Please give a word-for-word repeat of the line containing "pyautogui.click(x=<x>, y=<y>)" and all lines that come after it in the entries below, ending at the last line.
Segment Start: DATASET
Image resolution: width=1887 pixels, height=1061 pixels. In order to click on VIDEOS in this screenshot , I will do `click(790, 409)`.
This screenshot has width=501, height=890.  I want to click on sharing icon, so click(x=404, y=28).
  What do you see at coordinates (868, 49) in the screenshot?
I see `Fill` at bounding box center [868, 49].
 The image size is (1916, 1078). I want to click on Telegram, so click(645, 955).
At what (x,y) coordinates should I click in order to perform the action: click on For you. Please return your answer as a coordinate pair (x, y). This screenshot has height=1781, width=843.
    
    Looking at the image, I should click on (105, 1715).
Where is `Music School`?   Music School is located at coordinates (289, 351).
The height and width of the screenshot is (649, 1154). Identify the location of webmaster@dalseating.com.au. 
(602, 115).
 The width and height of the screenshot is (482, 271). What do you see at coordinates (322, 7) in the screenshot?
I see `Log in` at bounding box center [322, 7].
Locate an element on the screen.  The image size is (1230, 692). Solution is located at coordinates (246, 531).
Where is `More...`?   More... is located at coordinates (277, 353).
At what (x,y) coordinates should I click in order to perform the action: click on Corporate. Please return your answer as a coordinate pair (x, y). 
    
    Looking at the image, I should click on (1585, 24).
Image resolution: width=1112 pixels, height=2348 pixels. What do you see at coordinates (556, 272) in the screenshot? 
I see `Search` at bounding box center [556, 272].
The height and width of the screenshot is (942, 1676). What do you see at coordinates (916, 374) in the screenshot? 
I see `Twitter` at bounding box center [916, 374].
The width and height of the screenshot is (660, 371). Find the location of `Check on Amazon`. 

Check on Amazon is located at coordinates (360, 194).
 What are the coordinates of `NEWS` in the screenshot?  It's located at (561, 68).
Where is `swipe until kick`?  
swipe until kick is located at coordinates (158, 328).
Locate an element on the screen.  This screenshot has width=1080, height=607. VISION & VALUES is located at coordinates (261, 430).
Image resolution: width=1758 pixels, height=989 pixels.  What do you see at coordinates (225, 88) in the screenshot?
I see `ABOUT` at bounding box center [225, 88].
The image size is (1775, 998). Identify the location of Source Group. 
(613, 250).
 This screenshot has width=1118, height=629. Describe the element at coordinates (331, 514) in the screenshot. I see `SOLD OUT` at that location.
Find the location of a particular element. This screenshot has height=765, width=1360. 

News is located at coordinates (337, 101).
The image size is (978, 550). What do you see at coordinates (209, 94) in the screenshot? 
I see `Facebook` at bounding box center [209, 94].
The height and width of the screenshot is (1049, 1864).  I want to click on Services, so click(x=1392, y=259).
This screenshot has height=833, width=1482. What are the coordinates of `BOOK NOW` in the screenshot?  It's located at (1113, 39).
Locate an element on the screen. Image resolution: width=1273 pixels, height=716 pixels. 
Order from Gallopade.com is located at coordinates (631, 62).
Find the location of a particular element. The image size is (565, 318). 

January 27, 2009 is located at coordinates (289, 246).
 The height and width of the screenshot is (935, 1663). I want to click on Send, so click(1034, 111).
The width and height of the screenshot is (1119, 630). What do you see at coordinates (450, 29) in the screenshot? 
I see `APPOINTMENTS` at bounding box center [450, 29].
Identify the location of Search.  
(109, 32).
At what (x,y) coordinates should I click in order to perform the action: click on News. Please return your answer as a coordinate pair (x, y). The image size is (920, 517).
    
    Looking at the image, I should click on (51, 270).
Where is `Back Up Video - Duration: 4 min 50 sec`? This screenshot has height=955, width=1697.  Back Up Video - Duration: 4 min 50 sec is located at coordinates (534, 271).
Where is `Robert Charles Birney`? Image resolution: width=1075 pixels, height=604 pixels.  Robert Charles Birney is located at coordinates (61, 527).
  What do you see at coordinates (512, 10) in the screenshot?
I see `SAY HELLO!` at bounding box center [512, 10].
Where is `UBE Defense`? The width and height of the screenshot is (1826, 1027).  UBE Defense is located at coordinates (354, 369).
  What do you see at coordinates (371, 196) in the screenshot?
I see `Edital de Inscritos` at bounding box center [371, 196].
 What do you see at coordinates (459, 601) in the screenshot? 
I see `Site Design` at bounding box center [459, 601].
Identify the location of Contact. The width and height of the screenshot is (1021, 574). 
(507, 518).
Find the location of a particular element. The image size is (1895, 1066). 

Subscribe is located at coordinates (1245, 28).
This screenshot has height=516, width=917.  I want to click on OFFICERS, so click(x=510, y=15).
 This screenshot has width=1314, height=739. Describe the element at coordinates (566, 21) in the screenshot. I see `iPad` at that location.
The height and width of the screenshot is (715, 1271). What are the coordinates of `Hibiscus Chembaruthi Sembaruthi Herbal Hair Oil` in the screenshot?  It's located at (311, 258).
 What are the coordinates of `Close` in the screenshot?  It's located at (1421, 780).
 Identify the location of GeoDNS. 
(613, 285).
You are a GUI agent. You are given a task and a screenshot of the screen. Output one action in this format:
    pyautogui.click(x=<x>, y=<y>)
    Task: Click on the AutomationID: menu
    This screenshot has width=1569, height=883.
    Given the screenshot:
Segment End: DATASET
SOLUTION TO THIS PROBLEM:
    pyautogui.click(x=<x>, y=<y>)
    Task: Click on the AutomationID: menu
    This screenshot has width=1569, height=883.
    Given the screenshot:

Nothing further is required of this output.